CRediT authorship contribution
Jo-Han Cheng: Conceptualisation, Data curation, Formal analysis, Methodology, Software, Writing – original draft, Writing – review & editing. Cherng G. Ding: Conceptualisation, Formal analysis, Funding acquisition, Methodology, Project administration, Software, Supervision, Writing – review & editing. Yen-Wei Chang: Methodology, Validation, Visualisation, Writing – review & editing. Yuan-Yuan Chan: Data curation, Validation, Visualisation, Writing – review & editing. All authors reviewed the article, contributed to the discussion of results, approved the final version for submission and publication, and take responsibility for the integrity of its findings.
Funding information
This work was supported by the Ministry of Science and Technology, Republic of China (grant numbers MOST 108-2410-H-009-049, MOST 109-2410-H-009-020).
Data availability
The SAS codes supporting the findings of this study are available from the corresponding author, Cherng G. Ding, upon reasonable request. Additionally, the data used in this study are subject to third-party restrictions.
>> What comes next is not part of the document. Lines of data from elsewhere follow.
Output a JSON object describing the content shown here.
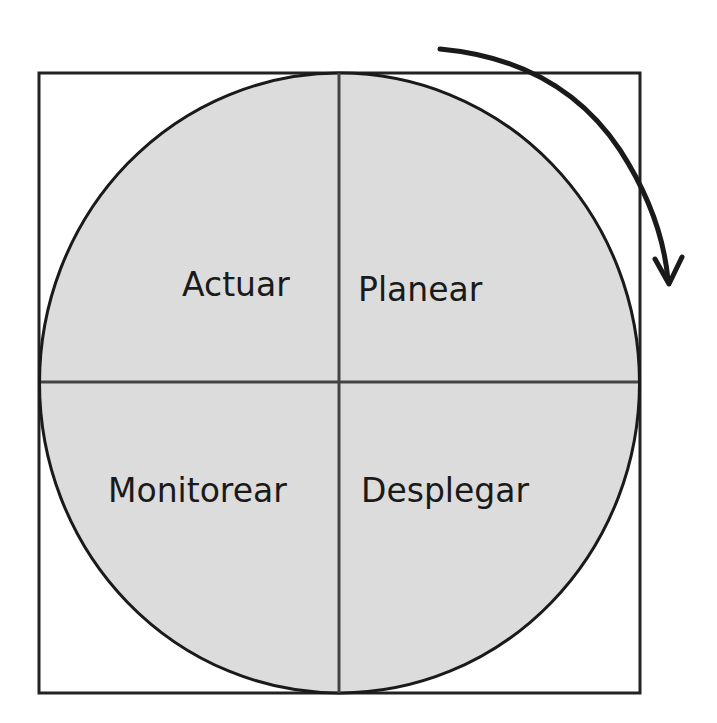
{
  "diagram": {
    "type": "cycle-quadrants",
    "direction": "clockwise",
    "colors": {
      "fill": "#dcdcdc",
      "stroke": "#1a1a1a",
      "divider": "#444444",
      "background": "#ffffff"
    },
    "quadrants": [
      {
        "position": "top-left",
        "label": "Actuar"
      },
      {
        "position": "top-right",
        "label": "Planear"
      },
      {
        "position": "bottom-left",
        "label": "Monitorear"
      },
      {
        "position": "bottom-right",
        "label": "Desplegar"
      }
    ],
    "arrow": {
      "icon": "clockwise-arrow-icon"
    }
  }
}
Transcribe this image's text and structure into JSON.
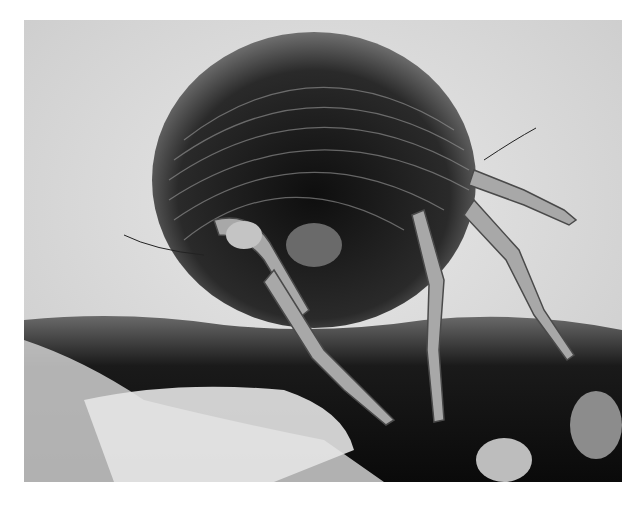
{
  "image": {
    "subject": "Scanning electron micrograph of a dust mite on fibrous substrate",
    "style": "grayscale SEM",
    "colors": {
      "background": "#ffffff",
      "sky": "#dcdcdc",
      "body_dark": "#1a1a1a",
      "body_mid": "#5a5a5a",
      "leg_light": "#b8b8b8",
      "substrate_dark": "#101010",
      "substrate_light": "#e6e6e6"
    },
    "frame": {
      "x": 24,
      "y": 20,
      "width": 598,
      "height": 462
    }
  }
}
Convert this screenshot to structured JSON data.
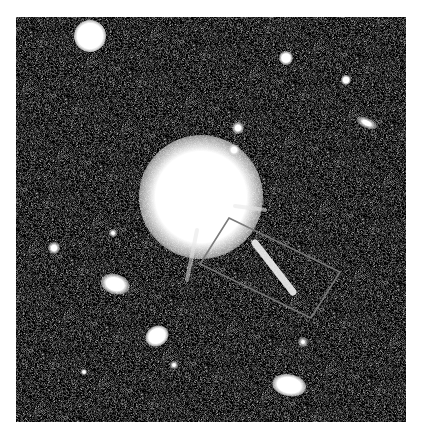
{
  "image": {
    "subject": "astronomical field with bright quasar and jet",
    "frame": {
      "x": 16,
      "y": 17,
      "width": 390,
      "height": 405
    },
    "background_color": "#2e2e2e",
    "objects": [
      {
        "name": "quasar-core",
        "x": 201,
        "y": 197,
        "r": 62,
        "core": 32,
        "rx": 1.0,
        "ry": 1.0,
        "rot": 0
      },
      {
        "name": "star-top-left",
        "x": 90,
        "y": 36,
        "r": 16,
        "core": 9,
        "rx": 1.0,
        "ry": 1.0,
        "rot": 0
      },
      {
        "name": "star-top",
        "x": 271,
        "y": 12,
        "r": 6,
        "core": 2,
        "rx": 1.0,
        "ry": 1.0,
        "rot": 0
      },
      {
        "name": "star-upper-right",
        "x": 286,
        "y": 58,
        "r": 7,
        "core": 3,
        "rx": 1.0,
        "ry": 1.0,
        "rot": 0
      },
      {
        "name": "star-right",
        "x": 346,
        "y": 80,
        "r": 5,
        "core": 2,
        "rx": 1.0,
        "ry": 1.0,
        "rot": 0
      },
      {
        "name": "galaxy-far-right",
        "x": 367,
        "y": 123,
        "r": 7,
        "core": 2,
        "rx": 1.6,
        "ry": 0.7,
        "rot": 25
      },
      {
        "name": "star-near-core-1",
        "x": 238,
        "y": 128,
        "r": 6,
        "core": 2,
        "rx": 1.0,
        "ry": 1.0,
        "rot": 0
      },
      {
        "name": "star-near-core-2",
        "x": 234,
        "y": 150,
        "r": 6,
        "core": 2,
        "rx": 1.0,
        "ry": 1.0,
        "rot": 0
      },
      {
        "name": "star-left",
        "x": 113,
        "y": 233,
        "r": 4,
        "core": 1,
        "rx": 1.0,
        "ry": 1.0,
        "rot": 0
      },
      {
        "name": "star-far-left",
        "x": 54,
        "y": 248,
        "r": 6,
        "core": 2,
        "rx": 1.0,
        "ry": 1.0,
        "rot": 0
      },
      {
        "name": "galaxy-left",
        "x": 115,
        "y": 284,
        "r": 11,
        "core": 5,
        "rx": 1.3,
        "ry": 0.9,
        "rot": 15
      },
      {
        "name": "galaxy-lower-left",
        "x": 157,
        "y": 336,
        "r": 10,
        "core": 5,
        "rx": 1.2,
        "ry": 1.0,
        "rot": -30
      },
      {
        "name": "star-lower",
        "x": 174,
        "y": 365,
        "r": 4,
        "core": 1,
        "rx": 1.0,
        "ry": 1.0,
        "rot": 0
      },
      {
        "name": "galaxy-bottom-right",
        "x": 289,
        "y": 385,
        "r": 12,
        "core": 6,
        "rx": 1.4,
        "ry": 0.9,
        "rot": 10
      },
      {
        "name": "star-lower-right",
        "x": 303,
        "y": 342,
        "r": 5,
        "core": 1,
        "rx": 1.0,
        "ry": 1.0,
        "rot": 0
      },
      {
        "name": "star-bottom-left",
        "x": 84,
        "y": 372,
        "r": 3,
        "core": 1,
        "rx": 1.0,
        "ry": 1.0,
        "rot": 0
      }
    ],
    "jet": {
      "x1": 255,
      "y1": 243,
      "x2": 293,
      "y2": 292,
      "width": 7,
      "color": "#f2f2f2"
    },
    "highlight_box": {
      "points": [
        [
          229,
          218
        ],
        [
          340,
          272
        ],
        [
          311,
          318
        ],
        [
          200,
          264
        ]
      ],
      "stroke": "#7a7a7a",
      "stroke_width": 1.6
    },
    "diffraction_spikes": [
      {
        "x1": 197,
        "y1": 230,
        "x2": 187,
        "y2": 280
      },
      {
        "x1": 235,
        "y1": 206,
        "x2": 265,
        "y2": 210
      }
    ]
  }
}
They are drawn from Compustat, U.S. Securities and Exchange Commission (SEC) filings, Thomson Reuters Institutional Holdings (13F), and the Institutional Brokers’ Estimate System (IBES). Compustat, 13F, and IBES data are accessible via Wharton Research Data Services (WRDS) under license. SEC filings are publicly available but must be accessed and used in accordance with SEC rules.
Disclaimer
The views and opinions expressed in this article are those of the authors and are the product of professional research. It does not necessarily reflect the official policy or position of any affiliated institution, funder, agency or that of the publisher. The authors are responsible for this article’s results, findings and content.